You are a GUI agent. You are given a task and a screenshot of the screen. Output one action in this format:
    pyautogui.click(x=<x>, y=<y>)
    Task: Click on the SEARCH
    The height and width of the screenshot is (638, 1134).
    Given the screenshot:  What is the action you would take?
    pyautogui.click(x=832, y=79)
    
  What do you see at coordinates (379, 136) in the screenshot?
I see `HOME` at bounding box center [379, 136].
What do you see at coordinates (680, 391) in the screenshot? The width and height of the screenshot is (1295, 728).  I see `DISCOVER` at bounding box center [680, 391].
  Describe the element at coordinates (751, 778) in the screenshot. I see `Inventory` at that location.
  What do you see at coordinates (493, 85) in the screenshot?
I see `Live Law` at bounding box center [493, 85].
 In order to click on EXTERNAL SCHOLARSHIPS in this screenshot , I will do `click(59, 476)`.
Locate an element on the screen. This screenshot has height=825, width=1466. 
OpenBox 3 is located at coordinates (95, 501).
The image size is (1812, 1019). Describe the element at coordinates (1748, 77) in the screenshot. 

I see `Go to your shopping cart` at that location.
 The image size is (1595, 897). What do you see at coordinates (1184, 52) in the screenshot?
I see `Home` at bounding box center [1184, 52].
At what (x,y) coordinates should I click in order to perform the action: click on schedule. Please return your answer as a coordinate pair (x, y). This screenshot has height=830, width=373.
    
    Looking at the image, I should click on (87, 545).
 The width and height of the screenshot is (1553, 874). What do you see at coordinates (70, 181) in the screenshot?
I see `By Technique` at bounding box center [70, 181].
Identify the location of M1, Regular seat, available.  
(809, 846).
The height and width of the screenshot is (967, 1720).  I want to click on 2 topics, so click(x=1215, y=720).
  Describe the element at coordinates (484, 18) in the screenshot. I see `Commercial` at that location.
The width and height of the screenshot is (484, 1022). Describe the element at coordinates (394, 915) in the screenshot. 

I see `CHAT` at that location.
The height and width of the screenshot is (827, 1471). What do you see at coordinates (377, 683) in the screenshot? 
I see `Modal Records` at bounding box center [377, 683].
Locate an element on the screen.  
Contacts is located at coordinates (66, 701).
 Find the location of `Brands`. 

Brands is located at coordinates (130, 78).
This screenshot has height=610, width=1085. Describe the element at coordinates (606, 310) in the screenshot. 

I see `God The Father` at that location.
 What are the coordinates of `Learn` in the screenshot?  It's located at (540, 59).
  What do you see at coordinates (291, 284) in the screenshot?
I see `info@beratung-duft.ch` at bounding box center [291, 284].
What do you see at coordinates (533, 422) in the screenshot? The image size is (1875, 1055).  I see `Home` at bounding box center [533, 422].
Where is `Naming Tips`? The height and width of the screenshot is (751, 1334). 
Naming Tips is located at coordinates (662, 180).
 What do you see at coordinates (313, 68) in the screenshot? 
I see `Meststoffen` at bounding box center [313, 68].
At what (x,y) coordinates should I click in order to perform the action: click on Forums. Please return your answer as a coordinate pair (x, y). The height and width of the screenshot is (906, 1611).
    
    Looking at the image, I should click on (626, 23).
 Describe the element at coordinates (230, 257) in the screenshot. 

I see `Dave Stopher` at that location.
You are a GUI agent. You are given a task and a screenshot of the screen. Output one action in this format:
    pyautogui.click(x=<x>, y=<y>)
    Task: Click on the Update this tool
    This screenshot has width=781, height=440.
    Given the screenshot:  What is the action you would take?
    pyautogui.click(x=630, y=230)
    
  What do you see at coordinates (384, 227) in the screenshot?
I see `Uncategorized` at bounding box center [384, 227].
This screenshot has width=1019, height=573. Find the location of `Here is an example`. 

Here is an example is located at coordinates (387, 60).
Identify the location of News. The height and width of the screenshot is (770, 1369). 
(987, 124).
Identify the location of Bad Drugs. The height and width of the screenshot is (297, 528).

..........

REQUIRED ACTION » This calls for an exact transcription of every entry above.

EXERCISE RESULT »
You are a GUI agent. You are given a task and a screenshot of the screen. Output one action in this format:
    pyautogui.click(x=<x>, y=<y>)
    Task: Click on the SEARCH
    The height and width of the screenshot is (638, 1134).
    Given the screenshot:  What is the action you would take?
    pyautogui.click(x=832, y=79)
    
  What do you see at coordinates (379, 136) in the screenshot?
I see `HOME` at bounding box center [379, 136].
What do you see at coordinates (680, 391) in the screenshot? The width and height of the screenshot is (1295, 728).  I see `DISCOVER` at bounding box center [680, 391].
  Describe the element at coordinates (751, 778) in the screenshot. I see `Inventory` at that location.
  What do you see at coordinates (493, 85) in the screenshot?
I see `Live Law` at bounding box center [493, 85].
 In order to click on EXTERNAL SCHOLARSHIPS in this screenshot , I will do `click(59, 476)`.
Locate an element on the screen. This screenshot has height=825, width=1466. 
OpenBox 3 is located at coordinates (95, 501).
The image size is (1812, 1019). Describe the element at coordinates (1748, 77) in the screenshot. 

I see `Go to your shopping cart` at that location.
 The image size is (1595, 897). What do you see at coordinates (1184, 52) in the screenshot?
I see `Home` at bounding box center [1184, 52].
At what (x,y) coordinates should I click in order to perform the action: click on schedule. Please return your answer as a coordinate pair (x, y). This screenshot has height=830, width=373.
    
    Looking at the image, I should click on (87, 545).
 The width and height of the screenshot is (1553, 874). What do you see at coordinates (70, 181) in the screenshot?
I see `By Technique` at bounding box center [70, 181].
Identify the location of M1, Regular seat, available.  
(809, 846).
The height and width of the screenshot is (967, 1720).  I want to click on 2 topics, so click(x=1215, y=720).
  Describe the element at coordinates (484, 18) in the screenshot. I see `Commercial` at that location.
The width and height of the screenshot is (484, 1022). Describe the element at coordinates (394, 915) in the screenshot. 

I see `CHAT` at that location.
The height and width of the screenshot is (827, 1471). What do you see at coordinates (377, 683) in the screenshot? 
I see `Modal Records` at bounding box center [377, 683].
Locate an element on the screen.  
Contacts is located at coordinates (66, 701).
 Find the location of `Brands`. 

Brands is located at coordinates (130, 78).
This screenshot has height=610, width=1085. Describe the element at coordinates (606, 310) in the screenshot. 

I see `God The Father` at that location.
 What are the coordinates of `Learn` in the screenshot?  It's located at (540, 59).
  What do you see at coordinates (291, 284) in the screenshot?
I see `info@beratung-duft.ch` at bounding box center [291, 284].
What do you see at coordinates (533, 422) in the screenshot? The image size is (1875, 1055).  I see `Home` at bounding box center [533, 422].
Where is `Naming Tips`? The height and width of the screenshot is (751, 1334). 
Naming Tips is located at coordinates (662, 180).
 What do you see at coordinates (313, 68) in the screenshot? 
I see `Meststoffen` at bounding box center [313, 68].
At what (x,y) coordinates should I click in order to perform the action: click on Forums. Please return your answer as a coordinate pair (x, y). The height and width of the screenshot is (906, 1611).
    
    Looking at the image, I should click on (626, 23).
 Describe the element at coordinates (230, 257) in the screenshot. 

I see `Dave Stopher` at that location.
You are a GUI agent. You are given a task and a screenshot of the screen. Output one action in this format:
    pyautogui.click(x=<x>, y=<y>)
    Task: Click on the Update this tool
    This screenshot has width=781, height=440.
    Given the screenshot:  What is the action you would take?
    pyautogui.click(x=630, y=230)
    
  What do you see at coordinates (384, 227) in the screenshot?
I see `Uncategorized` at bounding box center [384, 227].
This screenshot has width=1019, height=573. Find the location of `Here is an example`. 

Here is an example is located at coordinates (387, 60).
Identify the location of News. The height and width of the screenshot is (770, 1369). 
(987, 124).
Identify the location of Bad Drugs. The height and width of the screenshot is (297, 528).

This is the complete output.